Transcript
A (0:09)
Welcome to Econ Talk, part of the Library of Economics and Liberty. I'm your host, Russ Roberts of George Mason University and Stanford University's Hoover Institution. Our website is econtalk.org where you can subscribe, find other episodes, comment on this podcast, and find links and other information related to today's conversation. Our email address is mailecon. We'd love to hear from you. Today is December 19, 2011, and my guest is Nassim Taleb. His newest book is Antifragility. Nassim, welcome back to Econ Talk.
B (0:48)
Oh, thank you for inviting me. You were. I remember I did my first Econ Talk on the day of the release of the Black Swan.
A (0:55)
Oh, that's so nice. That's so fun. Now, this book is in process.
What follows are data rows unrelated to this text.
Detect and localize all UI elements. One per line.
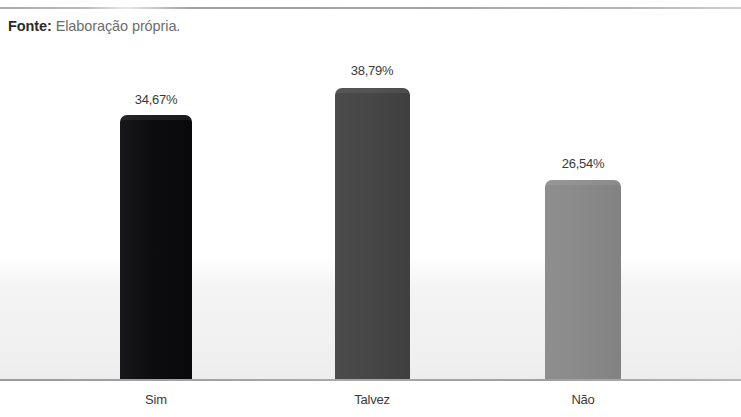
- bar-value-label-sim: 34,67%: [116, 92, 196, 107]
- chart-page: Fonte: Elaboração própria. 34,67% 38,79%…: [0, 0, 741, 417]
- axis-baseline: [0, 379, 741, 381]
- bar-sim: [120, 115, 192, 379]
- bar-talvez: [335, 88, 410, 379]
- bar-value-label-nao: 26,54%: [543, 156, 623, 171]
- figure-source-caption: Fonte: Elaboração própria.: [8, 18, 180, 34]
- category-label-nao: Não: [543, 392, 623, 407]
- top-divider: [0, 7, 741, 9]
- bar-nao: [545, 180, 621, 379]
- caption-lead-label: Fonte:: [8, 18, 52, 34]
- category-label-talvez: Talvez: [332, 392, 412, 407]
- plot-area: [0, 45, 741, 381]
- category-label-sim: Sim: [116, 392, 196, 407]
- caption-text: Elaboração própria.: [52, 18, 181, 34]
- bar-value-label-talvez: 38,79%: [332, 63, 412, 78]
It's not finished, you estimate it's roughly a year away. So we're here to have a conversation about a project that is in progress. And I know a lot of listeners out there are very jealous because I've had the privilege of reading the manuscripts, not the final book. It's in process, but those you're out there excited, you're going to have to. This will have to satisfy you for maybe about a year, but we'll say nine months.
B (1:23)
Nine months.
A (1:24)
Okay. Well, that's a good gestation period. Now, you start off with a very provocative idea, which is the title of the book is a little bit strange. I don't think it's a word in the English language, antifragility. And you start off by asking, what is the opposite of fragile? And of course, we think we know what that is. The opposite of fragile is robust. You say it might be unbreakable, but you argue that's not really the right way to think about the opposite. It doesn't capture what the essence of fragility. So why do we need another term?
B (1:56)
Because if you send a package by mail to your cousin in Australia and it has champagne glasses, you write fragile on it, something that's robust. You don't write anything on the package. You don't say, I don't care. You can do whatever you want. So for the fragile, the upper bound comes back unharmed, or gets to the destination unharmed. And of course, at worst, it's completely destroyed. So that's the fragile. The robust has an upper bound of unharmed, and the lower bound of unharmed. And the antifragile would be a package on issued. Right? Please mishandle, because the lower bound would.
A (2:39)
Be unharmed and the upper bound would be improved. You'd get. Instead of sending six champagne Glasses, eight would arrive exactly.